The Nets weren’t exactly ignoring Jones either. But he still managed 24 shots, tying the most of his career, with 13 makes, his best. Three of the baskets were on three-point shots, in eight tries.
“He elevated his game,” said Jerome Kersey, who had 10 points and 10 rebounds after returning to a reserve role at small forward.
So began a stretch for the Lakers in which the next five opponents went into Sunday with a combined winning percentage of .346. Only it didn’t start out like much of a recovery process, what with that 11-point deficit in the first quarter against a team playing for the fifth time in seven games and on the last stop of a West Coast swing. On the other hand, they were spared another chorus of boos from the fans.
Or maybe the faithful was just saving it for the second quarter, when the Lakers rallied to take a temporary lead, only to get left behind again, this time by seven points.
“I thought it was pretty embarrassing,” Jones said of the first half.
And still no notes of distress. If the Lakers should have been thankful for that, consider their appreciation for the different opponent. Gone were the Rockets, replaced by the Nets, a nice antidote. A team that came in last in the league in shooting and then went 32.1% in the second quarter, making nine of 28 attempts.
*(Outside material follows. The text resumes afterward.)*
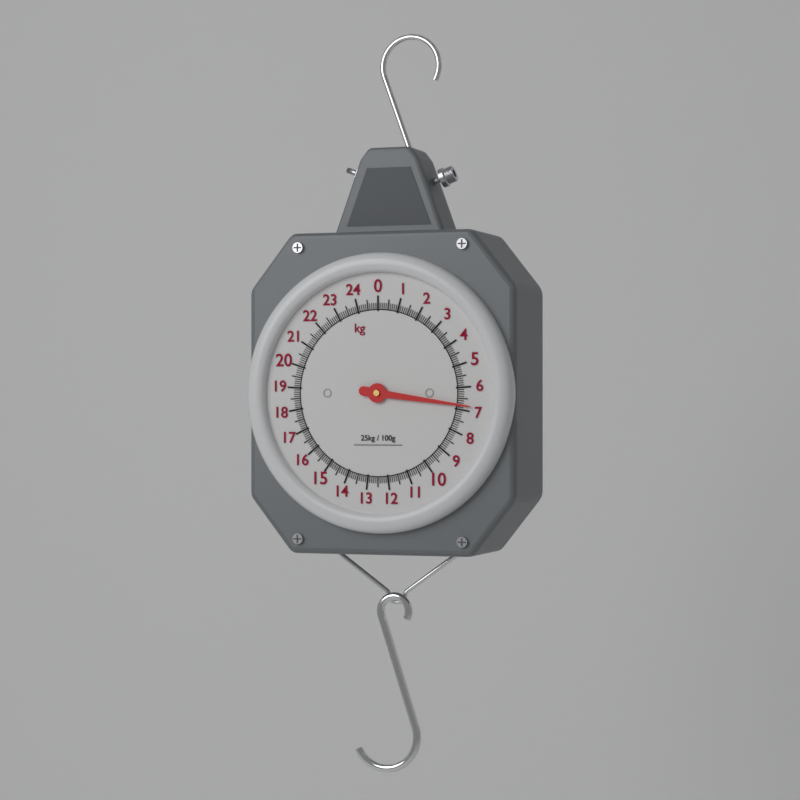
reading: 6.8 kg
But that was still good enough for New Jersey to take a 55-52 advantage into halftime. And when the Lakers went ahead in the third quarter, it again proved fleeting, from 63-59 up to being on the wrong side of a 15-0 run. That put the Nets ahead, 74-63.
So the Lakers climbed back again--and for good. Using an even more impressive run, they went from the 11 down to 14 up at 90-76 with 8:23 left in the fourth quarter, a 27-2 charge.
“They got on a roll and we couldn’t stop them,” Net Kendall Gill said. “And it seemed like we couldn’t score either.”
This came as the Lakers, already short-handed on the frontline because of the injuries to O’Neal and Robert Horry, lost two more. Corie Blount was out the entire night because of the sprained left ankle suffered in the first half Friday, and Travis Knight went out late in the third quarter after taking an inadvertent elbow to the head from Eric Montross.
Knight soon got a headache and suffered a small retinal hemorrhage in his right eye. He was examined at Centinela Hospital Medical Center and released Sunday night, but will not practice today and is questionable for Wednesday’s game against Golden State.
Meanwhile, Blount, having worked his way up to become the first big man off the bench, should be ready for Wednesday.